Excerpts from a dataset
* * *

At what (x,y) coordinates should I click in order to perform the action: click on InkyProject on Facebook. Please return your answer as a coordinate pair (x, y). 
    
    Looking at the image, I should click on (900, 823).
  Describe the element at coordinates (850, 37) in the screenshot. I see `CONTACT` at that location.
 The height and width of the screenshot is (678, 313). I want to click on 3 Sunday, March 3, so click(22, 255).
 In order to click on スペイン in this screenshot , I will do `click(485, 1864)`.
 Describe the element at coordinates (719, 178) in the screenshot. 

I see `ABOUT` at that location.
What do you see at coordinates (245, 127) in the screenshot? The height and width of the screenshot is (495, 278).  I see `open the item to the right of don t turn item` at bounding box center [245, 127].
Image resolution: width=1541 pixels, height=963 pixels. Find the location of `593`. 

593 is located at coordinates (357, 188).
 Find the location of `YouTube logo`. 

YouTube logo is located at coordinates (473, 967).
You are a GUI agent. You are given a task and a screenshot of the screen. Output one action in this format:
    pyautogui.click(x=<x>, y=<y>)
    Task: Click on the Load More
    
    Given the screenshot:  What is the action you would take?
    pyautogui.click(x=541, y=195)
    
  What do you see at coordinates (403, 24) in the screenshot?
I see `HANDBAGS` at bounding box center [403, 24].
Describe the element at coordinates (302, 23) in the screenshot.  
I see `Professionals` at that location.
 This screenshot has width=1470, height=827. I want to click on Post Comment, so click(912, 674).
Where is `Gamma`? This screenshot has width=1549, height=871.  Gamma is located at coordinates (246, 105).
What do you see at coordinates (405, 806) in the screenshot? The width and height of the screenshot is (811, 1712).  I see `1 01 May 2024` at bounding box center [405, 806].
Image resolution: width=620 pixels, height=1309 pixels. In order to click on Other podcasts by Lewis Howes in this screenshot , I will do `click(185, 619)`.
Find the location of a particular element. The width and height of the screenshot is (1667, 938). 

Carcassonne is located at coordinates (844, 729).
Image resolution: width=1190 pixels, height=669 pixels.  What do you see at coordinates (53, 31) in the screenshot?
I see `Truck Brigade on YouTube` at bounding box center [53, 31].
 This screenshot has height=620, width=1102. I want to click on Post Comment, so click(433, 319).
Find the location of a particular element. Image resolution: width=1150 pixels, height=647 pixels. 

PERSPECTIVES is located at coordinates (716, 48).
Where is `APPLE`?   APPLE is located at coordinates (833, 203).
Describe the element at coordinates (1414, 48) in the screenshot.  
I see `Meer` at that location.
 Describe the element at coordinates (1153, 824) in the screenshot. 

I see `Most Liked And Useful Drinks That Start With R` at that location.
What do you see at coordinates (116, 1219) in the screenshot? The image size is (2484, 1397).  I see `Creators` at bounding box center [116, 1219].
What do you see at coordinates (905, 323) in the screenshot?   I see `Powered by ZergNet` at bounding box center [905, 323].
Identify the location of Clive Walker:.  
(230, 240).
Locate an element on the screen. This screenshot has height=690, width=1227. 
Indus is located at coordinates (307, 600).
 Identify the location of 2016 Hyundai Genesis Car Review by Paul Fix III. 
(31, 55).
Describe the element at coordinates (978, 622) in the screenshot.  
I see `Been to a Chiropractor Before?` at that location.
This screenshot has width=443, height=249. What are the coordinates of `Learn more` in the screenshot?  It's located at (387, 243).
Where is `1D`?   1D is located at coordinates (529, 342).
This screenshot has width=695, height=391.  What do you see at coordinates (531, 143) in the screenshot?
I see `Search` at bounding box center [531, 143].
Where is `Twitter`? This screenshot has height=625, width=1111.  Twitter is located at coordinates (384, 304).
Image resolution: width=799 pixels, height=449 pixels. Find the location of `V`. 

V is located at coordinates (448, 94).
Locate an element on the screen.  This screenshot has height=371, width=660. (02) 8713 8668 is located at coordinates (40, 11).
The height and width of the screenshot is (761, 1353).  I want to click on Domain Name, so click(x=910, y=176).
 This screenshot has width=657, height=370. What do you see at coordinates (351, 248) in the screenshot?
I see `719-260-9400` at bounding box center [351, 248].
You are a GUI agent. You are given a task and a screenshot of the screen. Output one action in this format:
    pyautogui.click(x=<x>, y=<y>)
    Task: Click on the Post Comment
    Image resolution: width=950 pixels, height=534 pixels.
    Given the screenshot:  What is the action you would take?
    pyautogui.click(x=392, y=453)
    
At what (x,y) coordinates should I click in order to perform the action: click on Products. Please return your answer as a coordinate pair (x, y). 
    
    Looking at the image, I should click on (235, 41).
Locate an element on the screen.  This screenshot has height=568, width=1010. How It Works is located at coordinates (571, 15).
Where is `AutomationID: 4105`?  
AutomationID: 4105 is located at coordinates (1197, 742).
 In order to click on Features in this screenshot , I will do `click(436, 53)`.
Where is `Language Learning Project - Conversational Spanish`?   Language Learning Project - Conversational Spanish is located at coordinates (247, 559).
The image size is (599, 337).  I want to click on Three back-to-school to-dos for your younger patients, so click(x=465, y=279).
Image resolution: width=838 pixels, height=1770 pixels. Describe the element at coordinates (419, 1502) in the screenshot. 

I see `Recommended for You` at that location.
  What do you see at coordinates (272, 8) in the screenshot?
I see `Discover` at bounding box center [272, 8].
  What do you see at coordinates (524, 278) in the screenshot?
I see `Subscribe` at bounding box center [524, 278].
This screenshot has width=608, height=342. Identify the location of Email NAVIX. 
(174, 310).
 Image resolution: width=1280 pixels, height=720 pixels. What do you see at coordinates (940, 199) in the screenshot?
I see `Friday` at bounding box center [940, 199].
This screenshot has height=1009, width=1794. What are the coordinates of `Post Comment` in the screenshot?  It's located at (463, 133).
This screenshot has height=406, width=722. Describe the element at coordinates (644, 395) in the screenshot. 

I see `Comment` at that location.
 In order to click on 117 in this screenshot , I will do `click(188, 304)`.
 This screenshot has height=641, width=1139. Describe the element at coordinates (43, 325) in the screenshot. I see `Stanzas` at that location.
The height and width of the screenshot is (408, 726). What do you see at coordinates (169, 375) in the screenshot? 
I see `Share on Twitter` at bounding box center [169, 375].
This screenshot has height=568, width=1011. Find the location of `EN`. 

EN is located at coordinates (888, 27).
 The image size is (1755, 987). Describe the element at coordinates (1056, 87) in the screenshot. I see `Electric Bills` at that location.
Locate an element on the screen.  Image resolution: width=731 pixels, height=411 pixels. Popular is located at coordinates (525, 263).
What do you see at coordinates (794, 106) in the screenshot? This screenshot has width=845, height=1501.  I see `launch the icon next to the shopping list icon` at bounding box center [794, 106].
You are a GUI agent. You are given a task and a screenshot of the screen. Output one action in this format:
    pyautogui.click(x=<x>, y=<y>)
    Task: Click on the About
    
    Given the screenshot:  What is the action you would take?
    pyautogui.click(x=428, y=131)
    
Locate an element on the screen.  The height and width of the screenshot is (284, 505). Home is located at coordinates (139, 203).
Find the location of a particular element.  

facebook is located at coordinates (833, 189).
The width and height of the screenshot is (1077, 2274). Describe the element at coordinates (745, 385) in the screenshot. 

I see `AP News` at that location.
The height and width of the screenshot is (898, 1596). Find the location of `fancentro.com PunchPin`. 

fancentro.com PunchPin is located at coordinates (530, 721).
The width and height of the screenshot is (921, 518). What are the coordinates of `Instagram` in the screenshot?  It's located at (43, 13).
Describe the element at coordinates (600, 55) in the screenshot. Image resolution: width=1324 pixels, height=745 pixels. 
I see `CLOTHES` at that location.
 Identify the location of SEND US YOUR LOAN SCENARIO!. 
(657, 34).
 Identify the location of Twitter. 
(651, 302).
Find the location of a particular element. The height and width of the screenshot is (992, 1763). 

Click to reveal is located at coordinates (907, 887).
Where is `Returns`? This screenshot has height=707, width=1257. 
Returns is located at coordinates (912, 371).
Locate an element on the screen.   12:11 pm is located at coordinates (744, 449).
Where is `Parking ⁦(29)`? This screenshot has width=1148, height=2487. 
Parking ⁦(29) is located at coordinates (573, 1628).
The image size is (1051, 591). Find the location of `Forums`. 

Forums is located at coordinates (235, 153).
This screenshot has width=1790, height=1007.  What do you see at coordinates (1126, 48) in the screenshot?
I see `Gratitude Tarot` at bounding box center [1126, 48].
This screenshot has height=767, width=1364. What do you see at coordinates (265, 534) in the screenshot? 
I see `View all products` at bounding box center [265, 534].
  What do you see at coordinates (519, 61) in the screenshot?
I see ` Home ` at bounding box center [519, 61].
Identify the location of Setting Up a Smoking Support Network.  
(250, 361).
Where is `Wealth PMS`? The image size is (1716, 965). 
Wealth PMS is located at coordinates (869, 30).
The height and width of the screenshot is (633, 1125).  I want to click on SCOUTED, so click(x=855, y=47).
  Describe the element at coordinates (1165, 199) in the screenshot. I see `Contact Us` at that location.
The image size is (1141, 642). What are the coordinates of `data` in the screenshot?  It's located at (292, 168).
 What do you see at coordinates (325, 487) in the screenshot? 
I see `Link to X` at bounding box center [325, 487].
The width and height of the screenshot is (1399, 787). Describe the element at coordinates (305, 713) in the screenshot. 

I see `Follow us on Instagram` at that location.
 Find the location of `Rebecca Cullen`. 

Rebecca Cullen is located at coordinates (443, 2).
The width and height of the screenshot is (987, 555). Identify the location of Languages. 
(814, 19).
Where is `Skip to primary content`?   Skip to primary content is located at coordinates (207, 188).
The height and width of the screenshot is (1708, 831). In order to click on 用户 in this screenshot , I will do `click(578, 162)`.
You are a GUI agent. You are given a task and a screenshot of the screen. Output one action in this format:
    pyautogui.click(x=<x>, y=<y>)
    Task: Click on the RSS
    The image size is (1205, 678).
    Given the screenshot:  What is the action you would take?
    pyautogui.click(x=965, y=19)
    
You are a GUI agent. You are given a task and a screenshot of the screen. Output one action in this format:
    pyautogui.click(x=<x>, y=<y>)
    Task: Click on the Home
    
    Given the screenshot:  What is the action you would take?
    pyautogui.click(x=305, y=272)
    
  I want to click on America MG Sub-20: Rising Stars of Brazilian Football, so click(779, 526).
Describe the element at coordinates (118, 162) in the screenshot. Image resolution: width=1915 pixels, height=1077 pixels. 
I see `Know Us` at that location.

* * *

WHAT THE TASK ASKS →
Your answer must consist only of the lines from the one containing "The width and height of the screenshot is (987, 555)." through the last line of the data above, both included, exactly as written.

REPLY →
The width and height of the screenshot is (987, 555). Identify the location of Languages. 
(814, 19).
Where is `Skip to primary content`?   Skip to primary content is located at coordinates (207, 188).
The height and width of the screenshot is (1708, 831). In order to click on 用户 in this screenshot , I will do `click(578, 162)`.
You are a GUI agent. You are given a task and a screenshot of the screen. Output one action in this format:
    pyautogui.click(x=<x>, y=<y>)
    Task: Click on the RSS
    The image size is (1205, 678).
    Given the screenshot:  What is the action you would take?
    pyautogui.click(x=965, y=19)
    
You are a GUI agent. You are given a task and a screenshot of the screen. Output one action in this format:
    pyautogui.click(x=<x>, y=<y>)
    Task: Click on the Home
    
    Given the screenshot:  What is the action you would take?
    pyautogui.click(x=305, y=272)
    
  I want to click on America MG Sub-20: Rising Stars of Brazilian Football, so click(779, 526).
Describe the element at coordinates (118, 162) in the screenshot. Image resolution: width=1915 pixels, height=1077 pixels. 
I see `Know Us` at that location.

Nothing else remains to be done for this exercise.